Of course, bills do get passed in Congress - for idealistic reasons or
otherwise (usually otherwise) - but Smith annoyingly insists on being
so Luke Skywalker about it. Which is understandable, as Smith's
character is an much a fantasy as Skywalker's. (But there's that Alan
Grayson thing...) Smith discovers his hero and mentor, Senator Paine,
is part of the corrupt system that he rails against, and is so crushed
he goes into idealism overdrive for his Boys Camp funding. Until Paine
double-crosses him and Swiftboats him before Swiftboating was invented.
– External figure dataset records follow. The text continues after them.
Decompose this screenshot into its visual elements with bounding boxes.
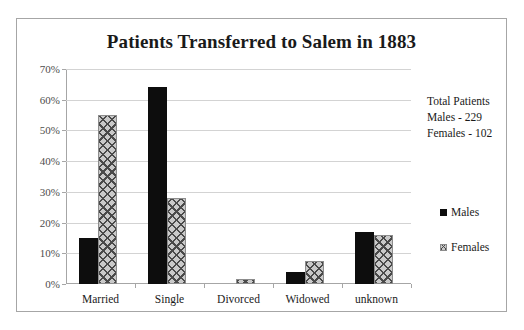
y-tick-label: 50% (40, 124, 60, 136)
legend-entry-females: Females (440, 240, 489, 254)
x-tick-label: Married (82, 293, 119, 305)
x-tick-mark (342, 284, 343, 288)
y-tick-label: 0% (45, 278, 60, 290)
y-tick-label: 60% (40, 94, 60, 106)
legend-label-females: Females (451, 241, 489, 253)
bar-group: Divorced (204, 69, 273, 284)
chart-figure: Patients Transferred to Salem in 1883 70… (0, 0, 524, 330)
annotation-line-males: Males - 229 (427, 109, 492, 125)
x-tick-mark (411, 284, 412, 288)
bar-males-single (148, 87, 167, 284)
bar-females-widowed (305, 261, 324, 284)
plot-area: 70%60%50%40%30%20%10%0% MarriedSingleDiv… (66, 69, 411, 284)
bar-group: Single (135, 69, 204, 284)
x-tick-mark (273, 284, 274, 288)
y-tick-label: 40% (40, 155, 60, 167)
chart-frame: Patients Transferred to Salem in 1883 70… (16, 18, 507, 312)
bar-males-unknown (355, 232, 374, 284)
annotation-line-total: Total Patients (427, 93, 492, 109)
x-tick-label: unknown (355, 293, 398, 305)
x-tick-label: Divorced (217, 293, 260, 305)
bar-females-unknown (374, 235, 393, 284)
x-tick-label: Widowed (285, 293, 329, 305)
bar-females-single (167, 198, 186, 284)
chart-legend: Males Females (440, 205, 489, 275)
totals-annotation: Total Patients Males - 229 Females - 102 (427, 93, 492, 141)
legend-swatch-females-icon (440, 244, 447, 251)
legend-entry-males: Males (440, 205, 489, 219)
bar-group: unknown (342, 69, 411, 284)
bar-males-married (79, 238, 98, 284)
y-tick-label: 70% (40, 63, 60, 75)
y-tick-label: 20% (40, 217, 60, 229)
legend-swatch-males-icon (440, 209, 447, 216)
bar-group: Widowed (273, 69, 342, 284)
y-tick-label: 30% (40, 186, 60, 198)
legend-label-males: Males (451, 206, 479, 218)
annotation-line-females: Females - 102 (427, 125, 492, 141)
x-tick-label: Single (155, 293, 184, 305)
x-tick-mark (135, 284, 136, 288)
bar-females-divorced (236, 279, 255, 284)
bar-males-widowed (286, 272, 305, 284)
bar-females-married (98, 115, 117, 284)
x-tick-mark (204, 284, 205, 288)
y-tick-mark (62, 284, 66, 285)
bar-group: Married (66, 69, 135, 284)
chart-title: Patients Transferred to Salem in 1883 (17, 31, 506, 53)
y-tick-label: 10% (40, 247, 60, 259)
When Smith sees 50,000 letters protesting him, his overacting goes into
orbit to combat the corruption. To combat Smith's overacting, Paine
steps up his own overacting, storming into Congress and shouting a
confession at the top of his voice on the "rotten political corruption
of the state." You have more chance of destroying a Death Star by
firing into a vent no bigger than a womp rat than of hearing an
American congressman calling himself and the system corrupt.
MR SMITH GOES TO WASHINGTON is lauded as one of the great American
films. But it is embarrassing idealistic idiocy. Without any solutions.
It relies on the age-old tactic of being a drama queen to get through
the armor of corrupt politicians. But real world politicians do not
ignore laypeople because they are too busy or too corrupt or even
because they hold laypeople beneath their contempt. Laypeople appeal to
ideals and morals and ethics that politicians had to shunt aside to get
to their positions in the first place. You appeal to qualities and
virtues that are not in the politician's vocabulary any more. They are
bereft of those ideals laypeople appeal to. THAT is why they do not
listen to you - you are speaking antelope, and they are speaking lion.
Let me tell you one more thing about Alan Grayson: They're calling him
"Mr. Smith" - as an insult. That should tell you everything you need to
know about what Washington thinks of this film.
--Review by Poffy The Cucumber (for Poffy's Movie Mania).